See also a wonderful writeup Resurrecting Crimsonland by banteg on decompiling a 2003 top-down shooter, with a very clear goal to be faithful:
the goal is a complete rewrite that matches the original windows binary behavior exactly. if the original has a bug, the rewrite has the same bug. if there’s a texture that’s one pixel too small (there is), i replicate that too. the executable is the spec, and we’re writing the spec back into source code.
I guess it needs a name.
A word of caution
If you deal with decompilation, be aware that AI guardrails. Passing disassembled code to an LLM might get your request shadow-redirected, e.g. GPT-5.3-Codex silently downgrading to GPT-5.2 or even your account flagged (as happened to a friend).

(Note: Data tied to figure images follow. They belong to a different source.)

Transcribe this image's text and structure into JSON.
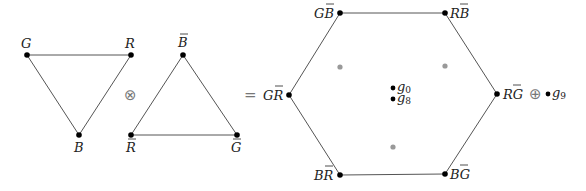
{
  "diagram": {
    "triplet": {
      "vertices": [
        {
          "label": "G",
          "bar": false,
          "x": 27,
          "y": 55
        },
        {
          "label": "R",
          "bar": false,
          "x": 131,
          "y": 55
        },
        {
          "label": "B",
          "bar": false,
          "x": 79,
          "y": 135
        }
      ]
    },
    "tensor_operator": "⊗",
    "antitriplet": {
      "vertices": [
        {
          "label": "B",
          "bar": true,
          "x": 183,
          "y": 55
        },
        {
          "label": "R",
          "bar": true,
          "x": 131,
          "y": 135
        },
        {
          "label": "G",
          "bar": true,
          "x": 237,
          "y": 135
        }
      ]
    },
    "equals_operator": "=",
    "octet_hexagon": {
      "vertices": [
        {
          "label": "GB̄",
          "main": "G",
          "bar": "B",
          "x": 340,
          "y": 13
        },
        {
          "label": "RB̄",
          "main": "R",
          "bar": "B",
          "x": 445,
          "y": 13
        },
        {
          "label": "RḠ",
          "main": "R",
          "bar": "G",
          "x": 497,
          "y": 94
        },
        {
          "label": "BḠ",
          "main": "B",
          "bar": "G",
          "x": 445,
          "y": 174
        },
        {
          "label": "BR̄",
          "main": "B",
          "bar": "R",
          "x": 340,
          "y": 175
        },
        {
          "label": "GR̄",
          "main": "G",
          "bar": "R",
          "x": 289,
          "y": 95
        }
      ],
      "inner_gray_points": [
        {
          "x": 340,
          "y": 67
        },
        {
          "x": 445,
          "y": 66
        },
        {
          "x": 393,
          "y": 147
        }
      ],
      "center_points": [
        {
          "label": "g",
          "sub": "0",
          "x": 393,
          "y": 88
        },
        {
          "label": "g",
          "sub": "8",
          "x": 393,
          "y": 99
        }
      ]
    },
    "direct_sum_operator": "⊕",
    "singlet": {
      "label": "g",
      "sub": "9",
      "x": 548,
      "y": 94
    },
    "colors": {
      "edge": "#555555",
      "vertex": "#000000",
      "gray_point": "#999999",
      "operator": "#777777"
    }
  }
}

AI labs try to prevent their models from being used for malware, but they understand the context better that they did 6 months ago.
Their precautions are understandable, but it is definitely something to keep in mind when you embark on your own reverse-engineering adventures.
What’s next
I think we can go further. First, reviving games and old pieces of software that are not playable on your hardware. Or porting games to other devices - a grueling and prohibitively expensive task - one of the reasons that most games are not publish for macOS.
The current approach is to wrap everything in Docker, Electron, or an emulator. And for example, while another game, Supaplex weights 287 kB, its Steam remaster weights around 200 MB.
But now, we can go beyond - and natively port to another system. While still there is effort involved (and a lot of love to pay attention to tiny details), it is no longer a many-month project restricted for a seasoned reverse engineer. We we get both performance, and size, close to the original.
What’s now
In the meantime, you can play my recompiled Chromatron online! The web version saves your progress automatically.
Which game (or maybe other piece of software) would you like to bring back to life?